You could do:
[ hd(erlang:integer_to_list(Nibble, 16)) || << Nibble:4 >> <= Binary ].
Which would return you a list(string) containing the hex digits of the binary. While I doubt the efficiency of this operation is going to have any effect on the runtime of your system, you could also have this bin_to_hex
function return an iolist which is simpler to construct and will be flattened when output anyway. The following function returns an iolist with the formatting example you gave:
bin_to_hex(Bin) when is_binary(Bin) ->
JoinableLength = byte_size(Bin) - 1,
<< Bytes:JoinableLength/binary, LastNibble1:4, LastNibble2:4 >> = Bin,
[ "<< ",
[ [ erlang:integer_to_list(Nibble1, 16), erlang:integer_to_list(Nibble2, 16), ", " ]
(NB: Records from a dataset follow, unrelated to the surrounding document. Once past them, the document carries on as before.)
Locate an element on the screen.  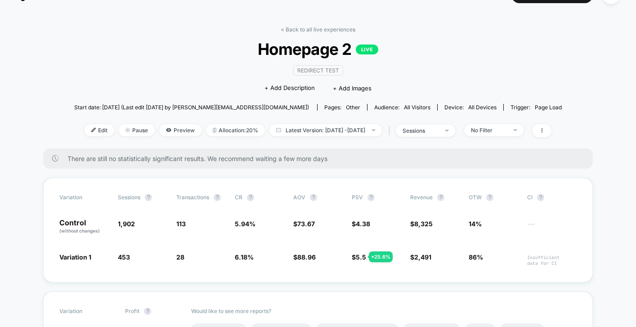
div: Trigger: is located at coordinates (536, 107).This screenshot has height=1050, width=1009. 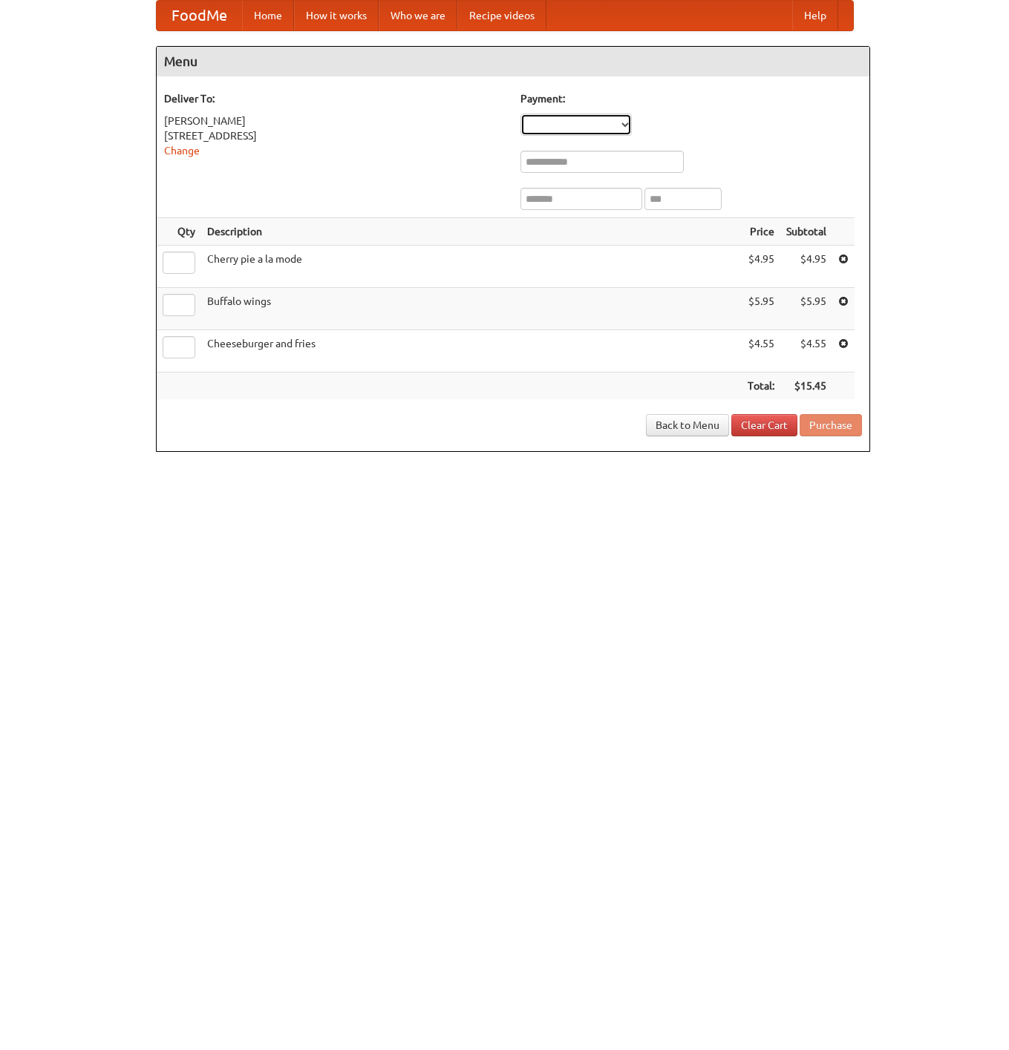 I want to click on th: Qty, so click(x=179, y=232).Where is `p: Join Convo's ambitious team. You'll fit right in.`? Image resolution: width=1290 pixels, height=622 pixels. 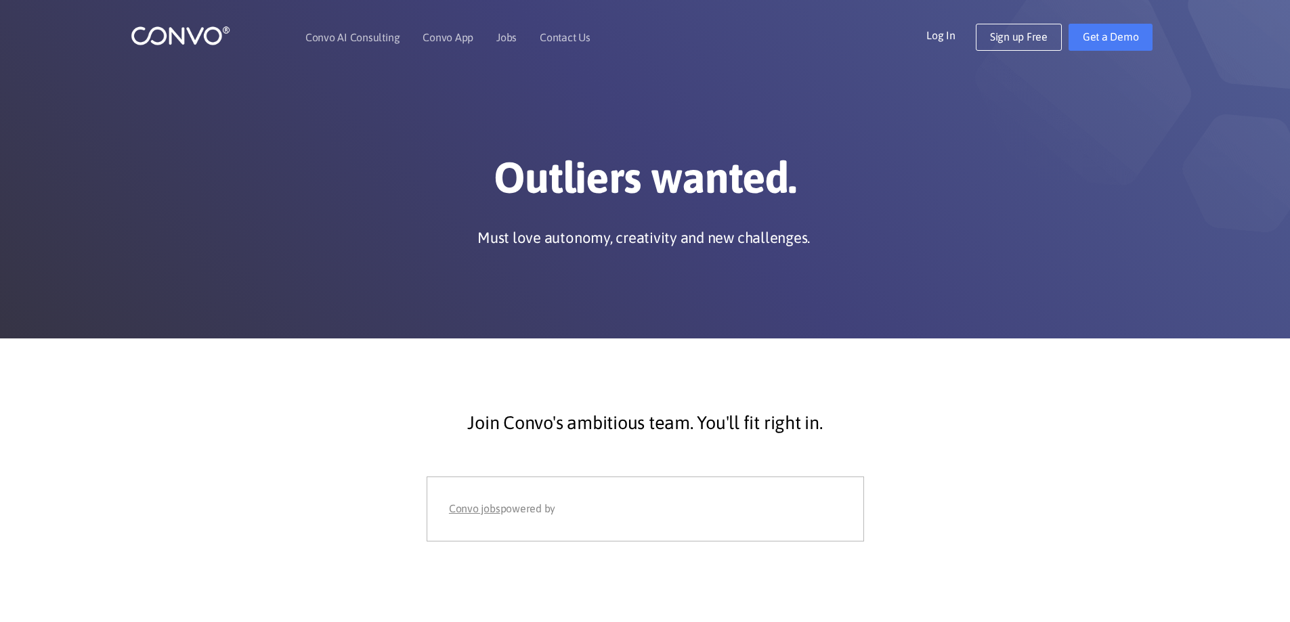
p: Join Convo's ambitious team. You'll fit right in. is located at coordinates (645, 423).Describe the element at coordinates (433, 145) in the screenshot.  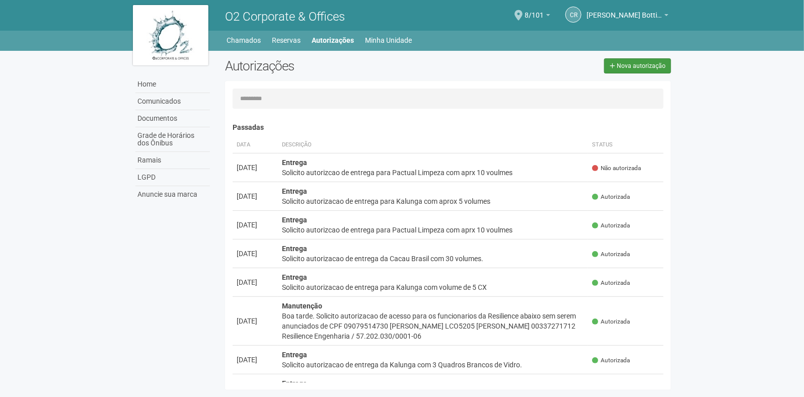
I see `th: Descrição` at that location.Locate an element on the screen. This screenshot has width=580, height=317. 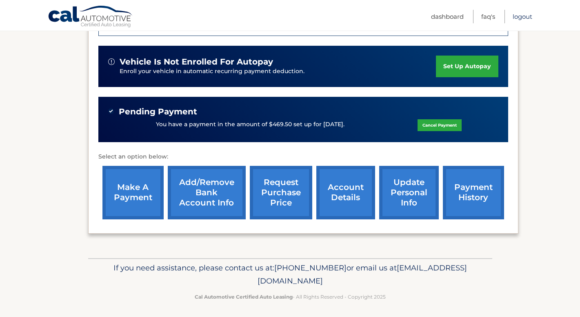
a: account details is located at coordinates (346, 192).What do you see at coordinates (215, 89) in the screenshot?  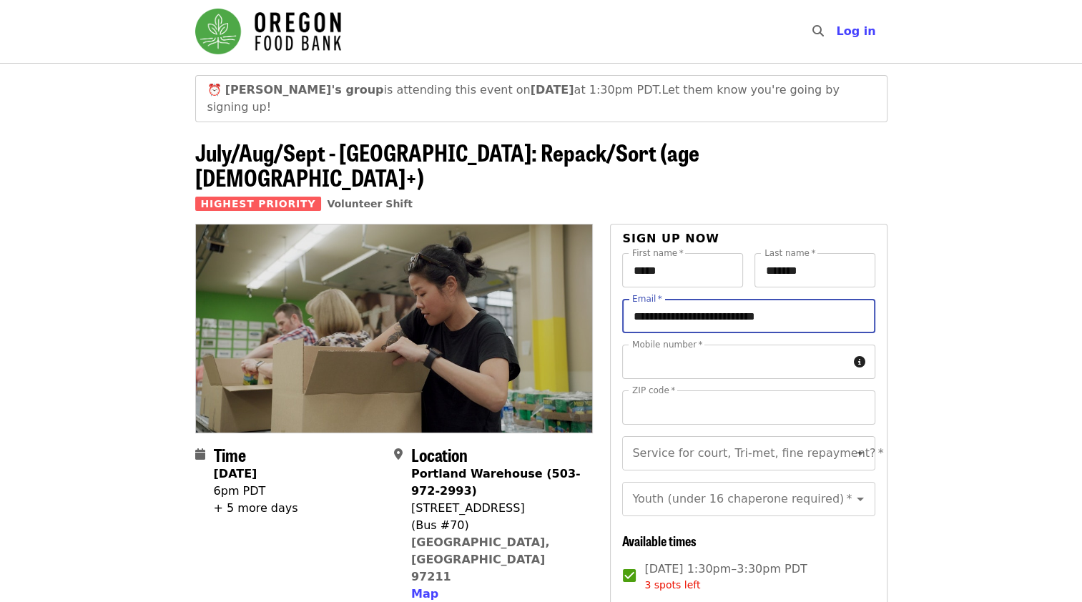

|| << Nibble1:4, Nibble2:4 >> <= Bytes ],
erlang:integer_to_list(LastNibble1, 16),
erlang:integer_to_list(LastNibble2, 16),
" >>" ].
It's a bit ugly, but runs through the binary once and doesn't traverse the output list (otherwise I'd have used string:join to get the interspersed ", " sequences). If this function is not the inner loop of some process (I have a hard time believing this function will be your bottleneck), then you should probably go with some trivially less efficient, but far more obvious code like:
bin_to_hex(Bin) when is_binary(Bin) ->
"<< " ++ string:join([byte_to_hex(B) || << B >> <= Bin ],", ") ++ " >>".
byte_to_hex(<< N1:4, N2:4 >>) ->
[erlang:integer_to_list(N1, 16), erlang:integer_to_list(N2, 16)].